Henry Lamb was born in Adelaide, Australia in 1883, shortly before his father moved the family to Manchester, where he spent his childhood. He studied medicine before abandoning this path to be an artist. At twenty-two he left for London to study under Augustus John and William Orpen at their Chelsea Art School.
John was a particularly formative influence and Lamb moved to Paris with him a few years later. Lamb spent a couple of summers on the south coast of Brittany, in search of a more traditional way of life. This impulse drew Lamb to Gola Island in Northern Ireland two years later.
In London in 1905, Lamb joined the Fitzroy Street Group and was a founding member of both the Camden Town Group and the London Group. He married Nina Forrest, or Euphemia, in 1906 but the marriage proved short-lived. He was friendly with the Bloomsbury Group, having known Vanessa Stephen and Clive Bell from his early days in London, but he often had little patience with them. He was close friends with the eminent critic and biographer Lytton Strachey and between 1912 and 1914 he painted his portrait, now held in the Tate and one of his greatest works.

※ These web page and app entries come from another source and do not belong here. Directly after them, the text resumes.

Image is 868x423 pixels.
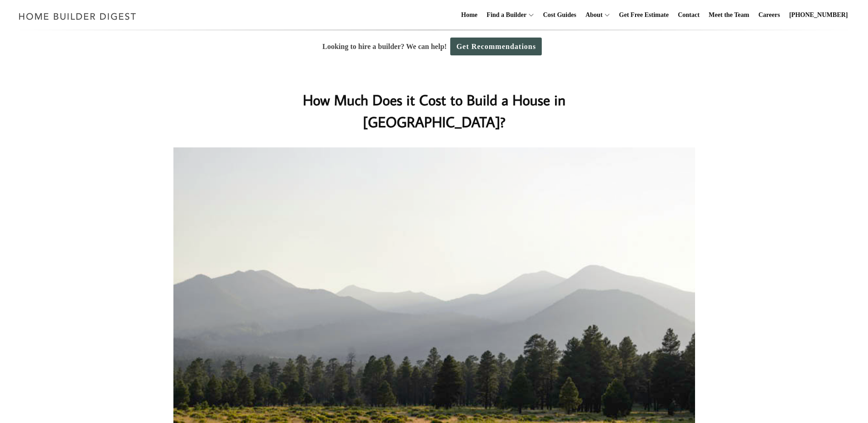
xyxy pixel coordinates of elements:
img: Home Builder Digest [15,7,141,25]
a: Home [457,1,482,30]
a: Contact [674,1,703,30]
a: Meet the Team [705,1,753,30]
a: Get Free Estimate [615,1,672,30]
a: Find a Builder [483,1,526,30]
a: [PHONE_NUMBER] [786,1,852,30]
a: About [581,1,602,30]
a: Careers [755,1,784,30]
a: Cost Guides [540,1,580,30]
a: Get Recommendations [450,38,542,55]
h1: How Much Does it Cost to Build a House in [GEOGRAPHIC_DATA]? [251,89,617,133]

In the First World War, Lamb served as a doctor in the Royal Army Medical Corps in France, Salonika and Palestine; he was awarded the Military Cross. He was not an official war artist but drew extensively and the resulting oils are an important part of his oeuvre.

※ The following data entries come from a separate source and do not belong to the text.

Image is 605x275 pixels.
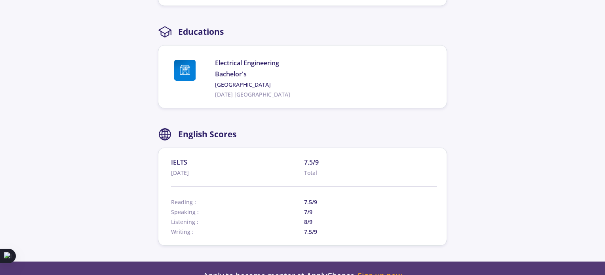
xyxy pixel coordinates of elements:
[304,228,437,236] span: 7.5/9
[171,169,304,177] span: [DATE]
[178,27,224,37] h2: Educations
[171,158,304,167] span: IELTS
[304,169,437,177] span: Total
[304,208,437,216] span: 7/9
[215,58,434,68] span: Electrical Engineering
[171,218,304,226] span: Listening :
[178,129,236,139] h2: English Scores
[304,158,437,167] span: 7.5/9
[304,198,437,206] span: 7.5/9
[304,218,437,226] span: 8/9
[171,208,304,216] span: Speaking :
[215,90,434,99] span: [DATE] [GEOGRAPHIC_DATA]
[215,69,434,79] span: Bachelor's
[174,60,196,81] img: Amirkabir University of Technology logo
[171,228,304,236] span: Writing :
[171,198,304,206] span: Reading :
[215,80,434,89] a: [GEOGRAPHIC_DATA]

In 1928 he married Lady Pansy Pakenham and moved to Coombe Bissett in Wiltshire. Lamb was appointed an official war artist for the Second World War, making portraits of soldiers and studies of servicemen at work across the South of England. Lamb was elected as an associate of the Royal Academy and a Trustee of both the National Portrait Gallery and the Tate at this time. He was finally awarded full membership of the Royal Academy in 1949.
Interest in Lamb’s work has revived in recent years, and he has been the subject of recent exhibitions at Salisbury Museum and Poole Museum. His work can be found in many collections around the world, including the Tate, the Imperial War Museum, the Government Art Collection and the National Gallery of Canada.